Plan to Extend Red Line South Rolls On

Plan calls for extending line to 130th street, building four new stations

With the help of some federal money, a decades-old plan to add four more stops to the southern part of the Chicago Transit Authority's longest line could finally become more than just urban legend and wishful thinking.

Construction on the estimated $1.4 billion extension of the Red Line could begin within the next several years and be completed as quickly as 2016, depending on the availability of money, CTA officials said, according to the Chicago Tribune.

Four new stops would be built -- at 103rd, 11th, 116th and 130th streets -- bringing greater access to transit to several neighborhoods.

For many on the city's far South Side, a two-hour commute to downtown is commonplace.

For Tanisha Green, it means leaving the house at 3 a.m. in order to catch a bus, then a train, to arrive at the Le Cordon Bleu College of Culinary Arts on the near North Side.

"It'd be much faster (if the train came further south). I'd have an easier way of getting here than having to come all the way down to 95th street," she explained.

Seven years ago, the Developing Communities Project launched a public campaign to get the CTA to commit to a plan first conceived in the late 1960s and start looking for funding to help offset the estimated cost of $1.4 billion.

"We do need an economic development project to occur in our region," said DCP spokesman John Paul Jones. "This region has been starving for mass transit for many years."

The process of securing the money, which would come from the federal New Starts program, consists of five steps. The Red Line extention project is just in the first phase, the environmental impact study.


» EXERCISE: What is the number of lines in the data below that hold the word "Client"? Give nothing beyond that number.

App and web page records
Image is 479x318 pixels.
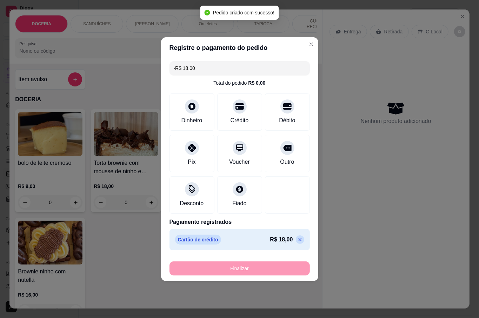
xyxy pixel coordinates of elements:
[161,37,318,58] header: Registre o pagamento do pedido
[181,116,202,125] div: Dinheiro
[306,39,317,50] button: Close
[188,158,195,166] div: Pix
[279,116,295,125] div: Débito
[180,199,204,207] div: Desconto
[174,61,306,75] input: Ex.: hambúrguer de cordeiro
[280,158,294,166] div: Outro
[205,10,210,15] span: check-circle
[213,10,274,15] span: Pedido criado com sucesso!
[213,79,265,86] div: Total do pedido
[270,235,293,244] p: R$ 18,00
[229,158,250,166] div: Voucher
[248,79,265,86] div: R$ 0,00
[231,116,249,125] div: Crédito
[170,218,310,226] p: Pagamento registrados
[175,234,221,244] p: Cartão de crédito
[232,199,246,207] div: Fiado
==
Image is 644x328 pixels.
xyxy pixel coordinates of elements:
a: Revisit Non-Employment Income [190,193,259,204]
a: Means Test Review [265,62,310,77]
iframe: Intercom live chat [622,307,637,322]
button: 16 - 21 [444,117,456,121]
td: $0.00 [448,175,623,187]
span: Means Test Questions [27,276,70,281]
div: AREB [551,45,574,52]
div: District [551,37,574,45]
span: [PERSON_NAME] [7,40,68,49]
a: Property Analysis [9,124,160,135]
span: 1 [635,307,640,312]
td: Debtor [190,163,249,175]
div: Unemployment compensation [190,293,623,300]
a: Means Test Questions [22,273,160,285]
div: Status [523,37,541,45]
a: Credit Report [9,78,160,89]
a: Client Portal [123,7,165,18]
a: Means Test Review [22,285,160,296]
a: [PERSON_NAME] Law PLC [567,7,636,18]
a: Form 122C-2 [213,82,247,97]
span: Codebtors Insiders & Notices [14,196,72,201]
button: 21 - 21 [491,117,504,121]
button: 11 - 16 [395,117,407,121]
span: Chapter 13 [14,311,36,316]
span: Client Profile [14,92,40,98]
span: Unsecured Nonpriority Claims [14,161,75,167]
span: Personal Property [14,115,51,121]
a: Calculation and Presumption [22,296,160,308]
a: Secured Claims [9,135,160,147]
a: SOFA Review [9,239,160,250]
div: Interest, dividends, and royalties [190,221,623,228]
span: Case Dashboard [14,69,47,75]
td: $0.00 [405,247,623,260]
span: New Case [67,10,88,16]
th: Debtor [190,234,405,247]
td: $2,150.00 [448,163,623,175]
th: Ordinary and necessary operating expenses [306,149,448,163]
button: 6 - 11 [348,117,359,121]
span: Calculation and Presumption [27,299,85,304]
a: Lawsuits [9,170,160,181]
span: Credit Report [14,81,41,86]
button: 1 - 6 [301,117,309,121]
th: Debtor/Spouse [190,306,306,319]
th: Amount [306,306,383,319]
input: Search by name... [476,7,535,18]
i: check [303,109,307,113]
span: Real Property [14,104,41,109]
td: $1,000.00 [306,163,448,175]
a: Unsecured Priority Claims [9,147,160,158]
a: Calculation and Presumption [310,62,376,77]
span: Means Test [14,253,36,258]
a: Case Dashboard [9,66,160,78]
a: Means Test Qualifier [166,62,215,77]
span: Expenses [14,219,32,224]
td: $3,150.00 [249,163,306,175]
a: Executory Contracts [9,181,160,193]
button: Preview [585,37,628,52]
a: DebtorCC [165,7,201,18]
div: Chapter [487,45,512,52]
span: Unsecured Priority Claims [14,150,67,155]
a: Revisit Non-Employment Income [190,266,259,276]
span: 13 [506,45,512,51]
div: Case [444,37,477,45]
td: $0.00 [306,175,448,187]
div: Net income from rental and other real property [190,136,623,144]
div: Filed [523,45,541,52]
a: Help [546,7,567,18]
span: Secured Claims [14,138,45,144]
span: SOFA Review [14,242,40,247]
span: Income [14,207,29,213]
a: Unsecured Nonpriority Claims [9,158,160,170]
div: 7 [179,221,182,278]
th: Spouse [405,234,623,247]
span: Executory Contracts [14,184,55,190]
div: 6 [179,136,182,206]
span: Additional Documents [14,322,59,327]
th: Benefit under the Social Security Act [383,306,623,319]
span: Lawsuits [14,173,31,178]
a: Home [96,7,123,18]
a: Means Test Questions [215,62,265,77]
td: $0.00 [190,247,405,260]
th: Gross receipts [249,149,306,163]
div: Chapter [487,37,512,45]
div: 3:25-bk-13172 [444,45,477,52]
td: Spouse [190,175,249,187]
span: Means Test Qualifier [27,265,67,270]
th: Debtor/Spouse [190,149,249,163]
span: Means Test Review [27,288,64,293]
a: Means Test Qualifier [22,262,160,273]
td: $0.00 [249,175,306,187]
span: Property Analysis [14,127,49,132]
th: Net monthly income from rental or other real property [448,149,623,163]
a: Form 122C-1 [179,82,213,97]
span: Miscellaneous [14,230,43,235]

» SOLUTION TO THE EXERCISE: 2